The court also addressed a third representative claim—claim 16, which described a method of cleaning the well tubing string while generating turbulence. Following a similar analysis as before, the court found that the claim recited the “physical structure or steps” necessary to accomplish cleaning, i.e.: “(1) carve fins with sharpened edges into the plunger base, core the plunger by adding a bore, and drill holes through the side walls that reach the bore; (2) allow the plunger to rotate; and (3) allow the rotating plunger’s fins to scrape along the tubing string.” The court again rejected patent owner’s attempt to dissect the claim limitations using citations to prior art.

The court determined that the claims of the ʼ728 patent are identical to their counterparts in the ʼ865 patent, and thus, those claims are not directed to an abstract idea for the same reasons. Because none of the asserted claims are directed to an abstract idea, the court found no reason to consider Alice step two.
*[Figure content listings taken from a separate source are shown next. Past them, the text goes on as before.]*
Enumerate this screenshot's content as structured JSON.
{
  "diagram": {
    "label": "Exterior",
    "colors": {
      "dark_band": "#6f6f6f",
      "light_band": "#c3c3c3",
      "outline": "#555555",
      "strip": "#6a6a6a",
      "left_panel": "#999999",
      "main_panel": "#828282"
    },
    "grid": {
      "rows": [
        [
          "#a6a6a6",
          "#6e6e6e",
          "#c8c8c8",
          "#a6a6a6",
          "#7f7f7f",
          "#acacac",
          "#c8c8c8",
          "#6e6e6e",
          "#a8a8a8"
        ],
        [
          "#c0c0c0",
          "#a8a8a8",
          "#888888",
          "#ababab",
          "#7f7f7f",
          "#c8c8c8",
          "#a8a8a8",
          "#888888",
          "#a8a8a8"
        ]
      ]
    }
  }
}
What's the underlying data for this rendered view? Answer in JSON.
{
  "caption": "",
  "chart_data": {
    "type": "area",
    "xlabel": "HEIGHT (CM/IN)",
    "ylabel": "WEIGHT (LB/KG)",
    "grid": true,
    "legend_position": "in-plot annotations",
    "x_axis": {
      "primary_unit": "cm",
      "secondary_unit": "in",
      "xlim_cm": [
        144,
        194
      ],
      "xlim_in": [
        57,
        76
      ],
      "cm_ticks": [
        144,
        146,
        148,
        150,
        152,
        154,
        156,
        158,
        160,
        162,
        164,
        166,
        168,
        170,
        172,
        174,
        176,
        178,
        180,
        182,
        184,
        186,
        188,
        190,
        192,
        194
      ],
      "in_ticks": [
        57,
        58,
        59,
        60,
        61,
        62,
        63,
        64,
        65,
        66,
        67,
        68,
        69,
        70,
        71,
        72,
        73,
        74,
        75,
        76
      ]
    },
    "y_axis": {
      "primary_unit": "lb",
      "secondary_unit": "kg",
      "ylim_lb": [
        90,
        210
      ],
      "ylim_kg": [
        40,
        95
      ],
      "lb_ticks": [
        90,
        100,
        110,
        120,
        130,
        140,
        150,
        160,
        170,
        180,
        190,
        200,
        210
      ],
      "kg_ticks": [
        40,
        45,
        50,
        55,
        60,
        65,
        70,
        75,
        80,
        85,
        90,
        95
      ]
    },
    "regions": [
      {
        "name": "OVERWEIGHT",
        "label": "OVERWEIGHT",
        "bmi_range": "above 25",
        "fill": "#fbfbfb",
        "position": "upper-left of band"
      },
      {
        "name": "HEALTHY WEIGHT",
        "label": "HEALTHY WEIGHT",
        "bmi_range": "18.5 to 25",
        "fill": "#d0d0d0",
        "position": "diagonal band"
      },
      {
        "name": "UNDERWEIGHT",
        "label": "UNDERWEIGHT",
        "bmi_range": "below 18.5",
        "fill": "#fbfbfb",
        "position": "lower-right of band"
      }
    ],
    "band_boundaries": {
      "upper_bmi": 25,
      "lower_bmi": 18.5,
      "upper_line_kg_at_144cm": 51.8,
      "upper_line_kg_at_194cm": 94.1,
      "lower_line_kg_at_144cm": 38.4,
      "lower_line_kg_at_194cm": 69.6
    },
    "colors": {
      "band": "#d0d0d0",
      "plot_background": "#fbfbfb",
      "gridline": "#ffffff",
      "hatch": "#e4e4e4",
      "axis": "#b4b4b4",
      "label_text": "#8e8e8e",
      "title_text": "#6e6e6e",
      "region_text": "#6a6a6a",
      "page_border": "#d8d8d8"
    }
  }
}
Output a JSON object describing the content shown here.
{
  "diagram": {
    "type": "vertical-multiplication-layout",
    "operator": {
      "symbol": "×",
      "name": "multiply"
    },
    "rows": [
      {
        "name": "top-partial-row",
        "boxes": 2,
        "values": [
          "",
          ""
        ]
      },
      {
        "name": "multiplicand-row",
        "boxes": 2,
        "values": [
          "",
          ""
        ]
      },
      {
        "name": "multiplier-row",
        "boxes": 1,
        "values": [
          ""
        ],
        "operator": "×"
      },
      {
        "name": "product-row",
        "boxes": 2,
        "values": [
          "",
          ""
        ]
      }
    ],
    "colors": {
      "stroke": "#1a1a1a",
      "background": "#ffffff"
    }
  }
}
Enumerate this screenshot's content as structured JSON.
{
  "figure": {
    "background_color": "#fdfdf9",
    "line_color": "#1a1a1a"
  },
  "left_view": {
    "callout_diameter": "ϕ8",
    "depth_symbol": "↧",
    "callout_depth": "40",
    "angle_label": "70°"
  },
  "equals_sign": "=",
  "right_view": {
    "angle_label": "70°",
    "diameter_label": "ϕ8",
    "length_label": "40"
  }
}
Practice Tip: Patent owners should avoid claiming a result and instead claim a specific means for achieving the result. If the preamble recites an intended result, patent owners should confirm that the body of the claim recites a specific means for accomplishing that result. When claiming industrial processes, the body of the claim should concretely identify the physical structures or steps that provide the means for accomplishing an intended result. When claims are challenged, patent owners should also insist on consideration of the focus of the claimed advance over the prior art to determine if the claim’s character, as a whole, is directed to excluded subject matter and avoid oversimplifying key inventive concepts or downplaying an invention’s benefits.